• About this task:
Transcribe exactly, and only, the lines that fall between the line containing "reading: 29.75 (no unit)" and the last line of the material, both ends included, omitting any pictures.

···

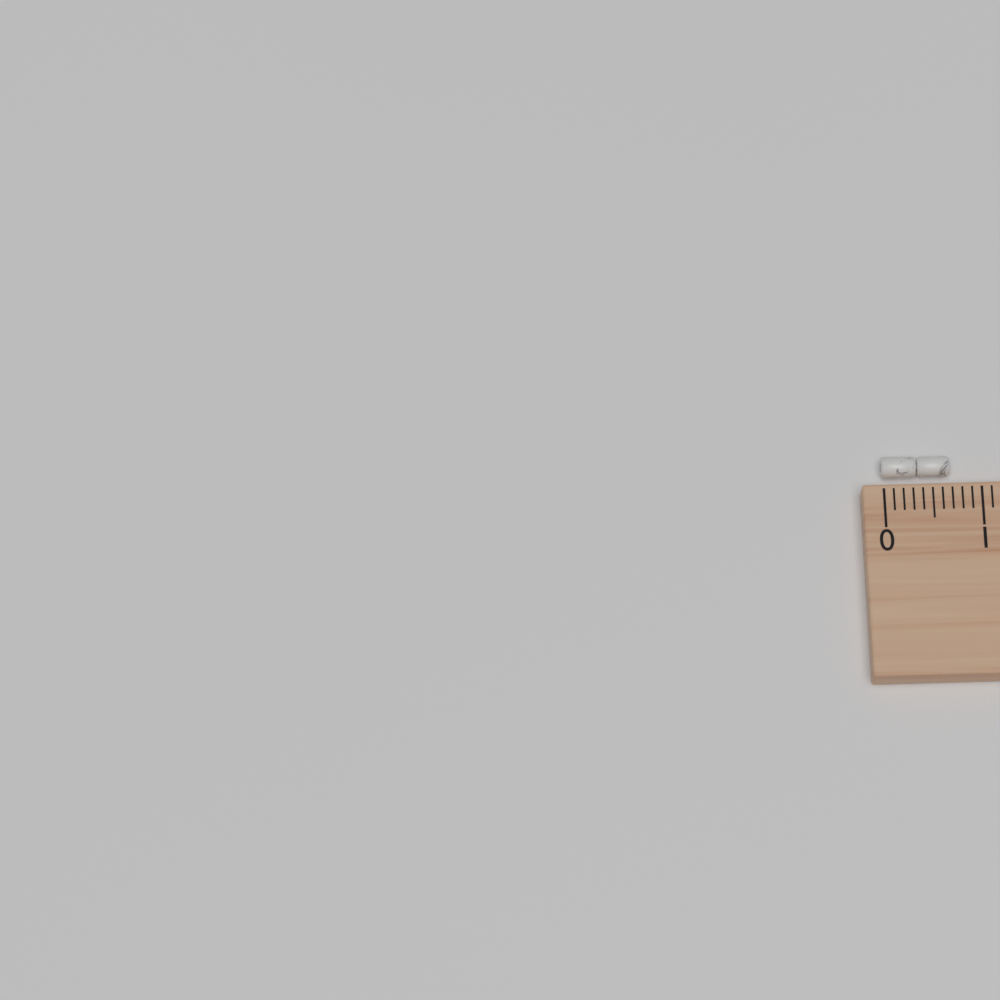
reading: 0.7 cm
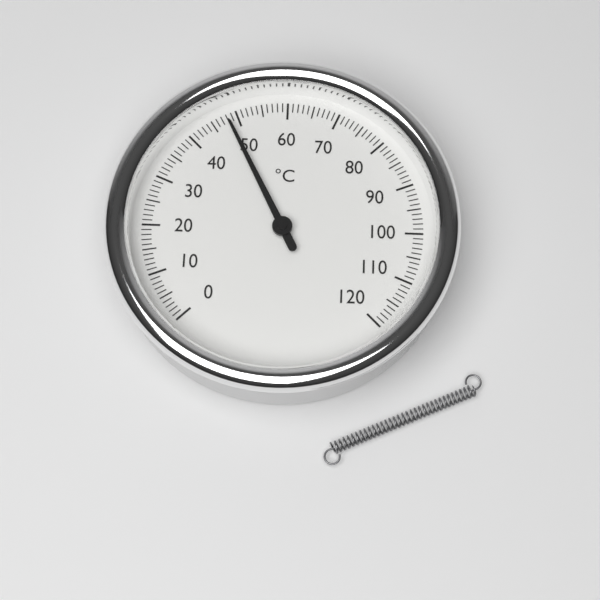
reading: 48 °C
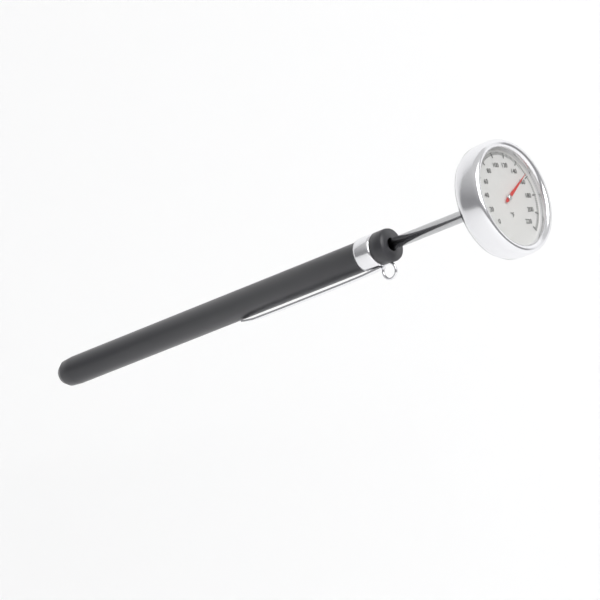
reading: 156 °F
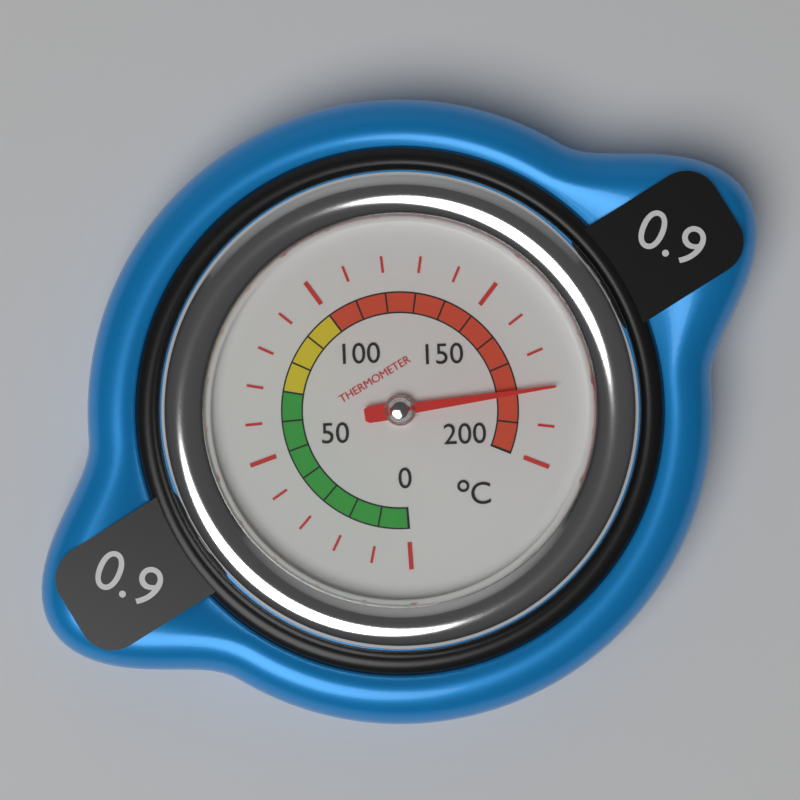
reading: 180 °C
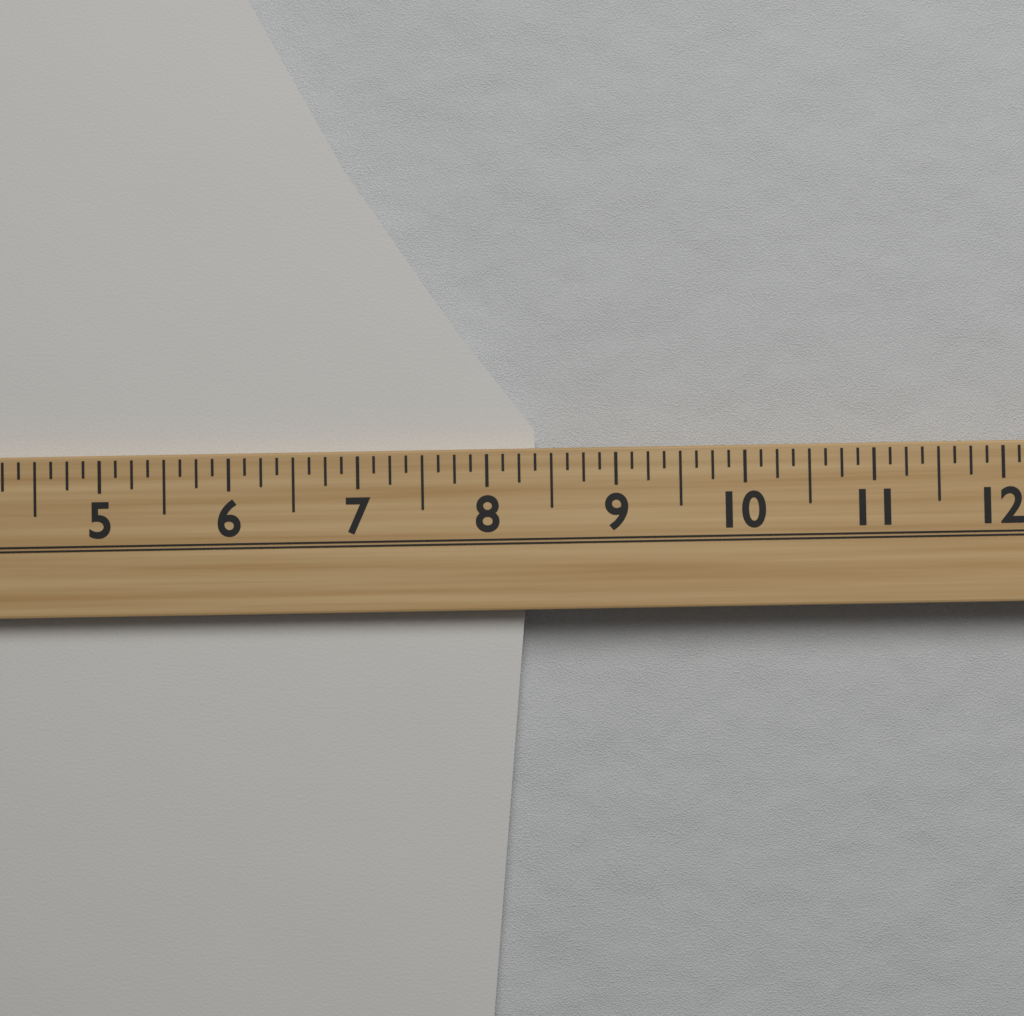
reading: 8.375 (no unit)
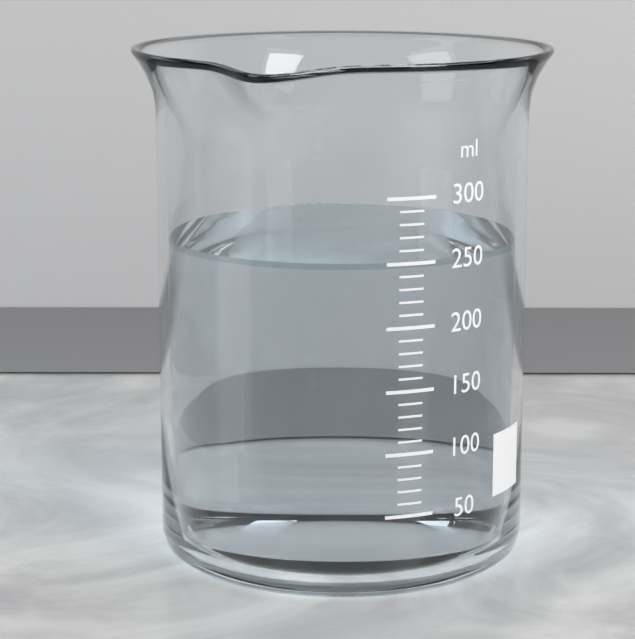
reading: 250 ml
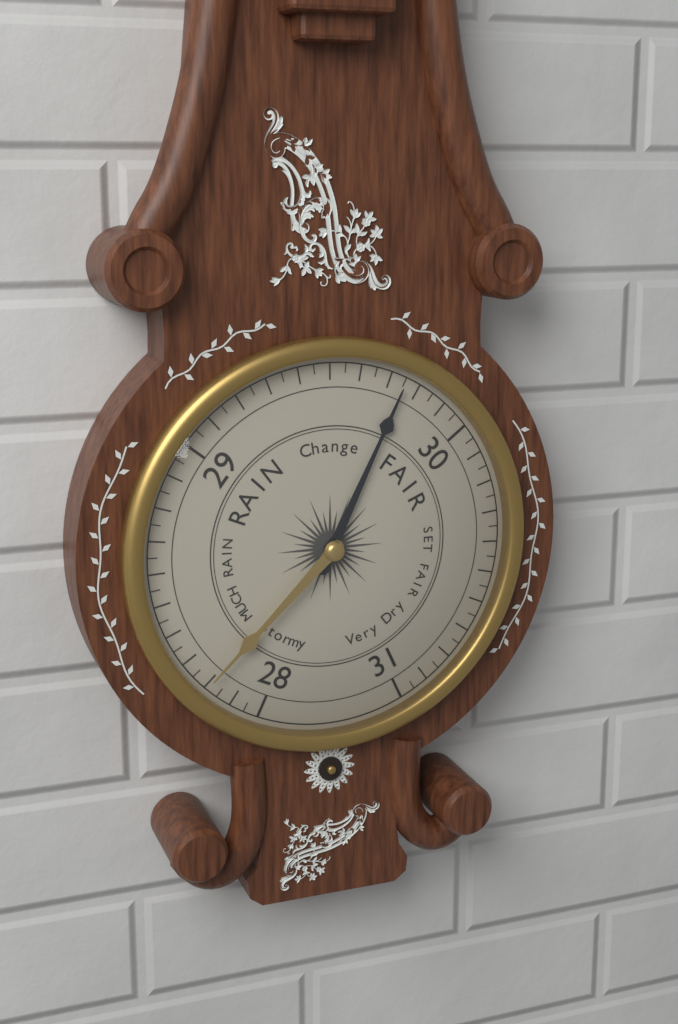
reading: 29.75 (no unit)
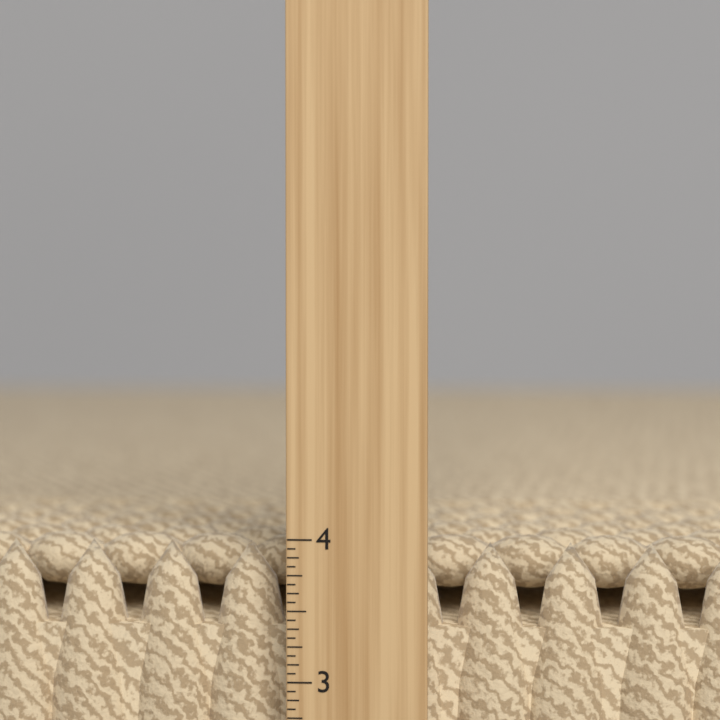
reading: 3.9375 in
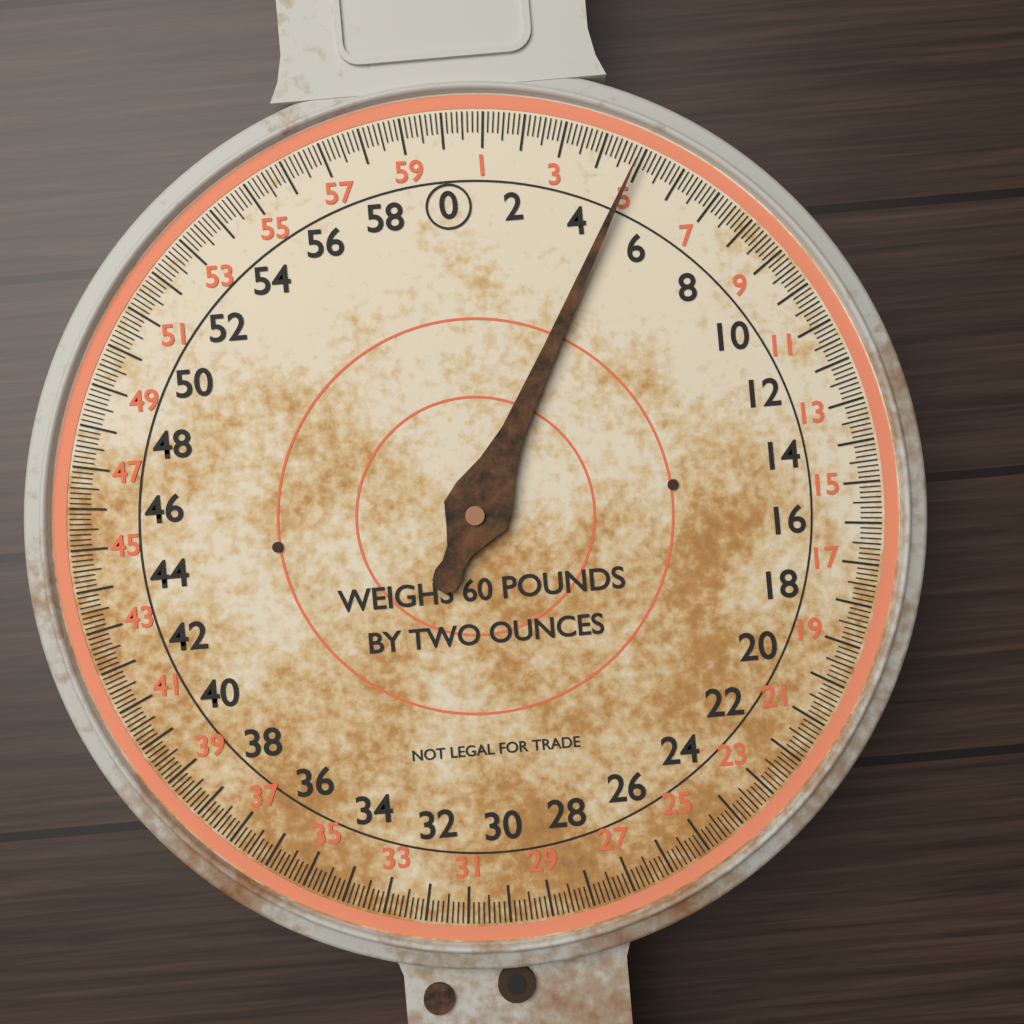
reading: 4.875 lb
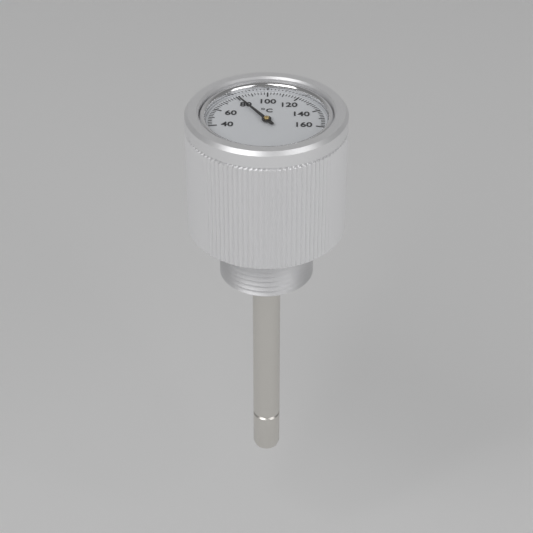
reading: 80 °C
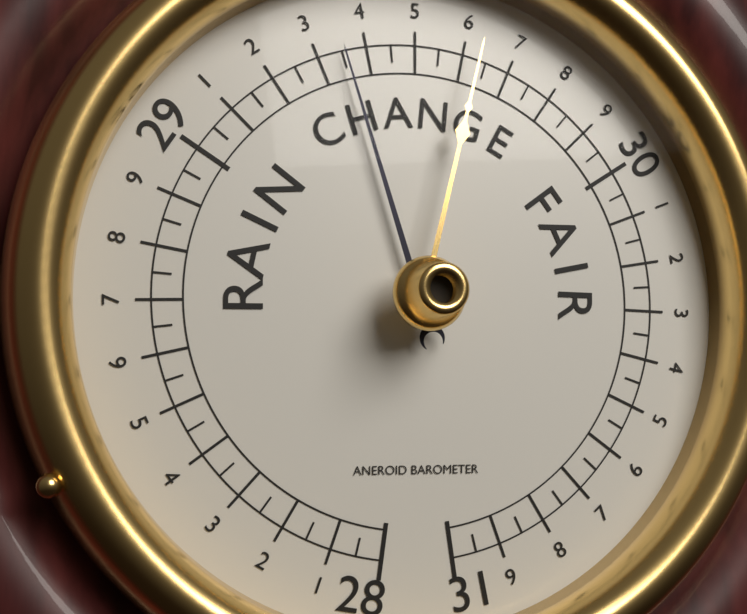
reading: 29.35 (no unit)
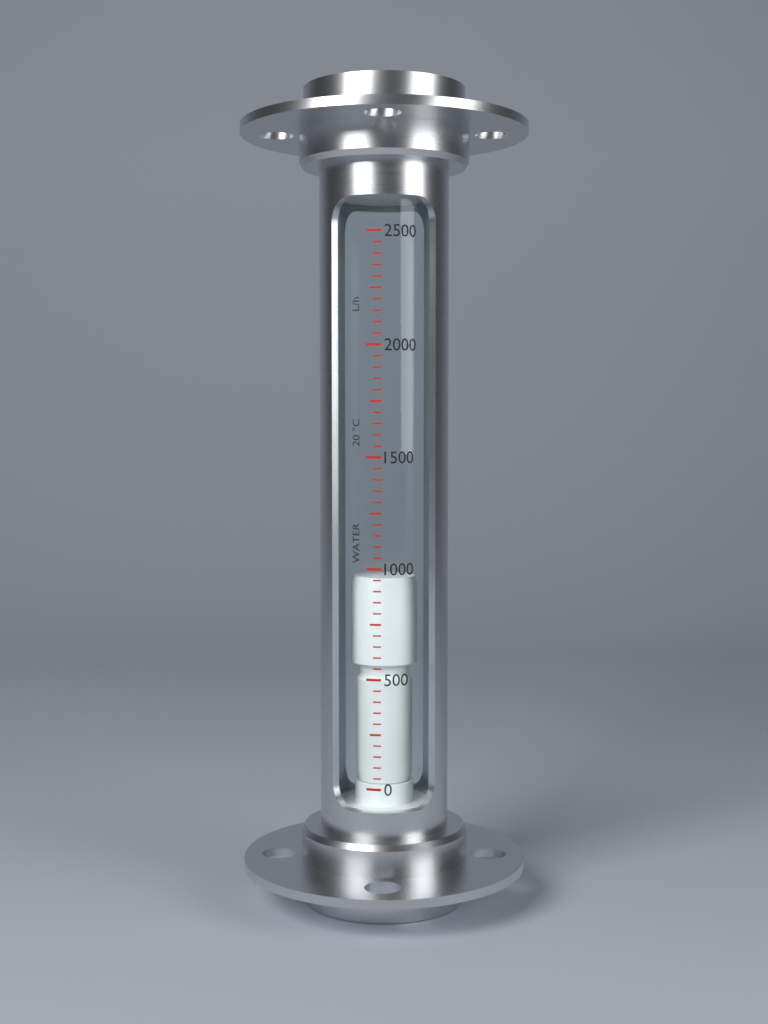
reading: 950 L/h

···

• Response area:
reading: 29.75 (no unit)
reading: 3.9375 in
reading: 4.875 lb
reading: 80 °C
reading: 29.35 (no unit)
reading: 950 L/h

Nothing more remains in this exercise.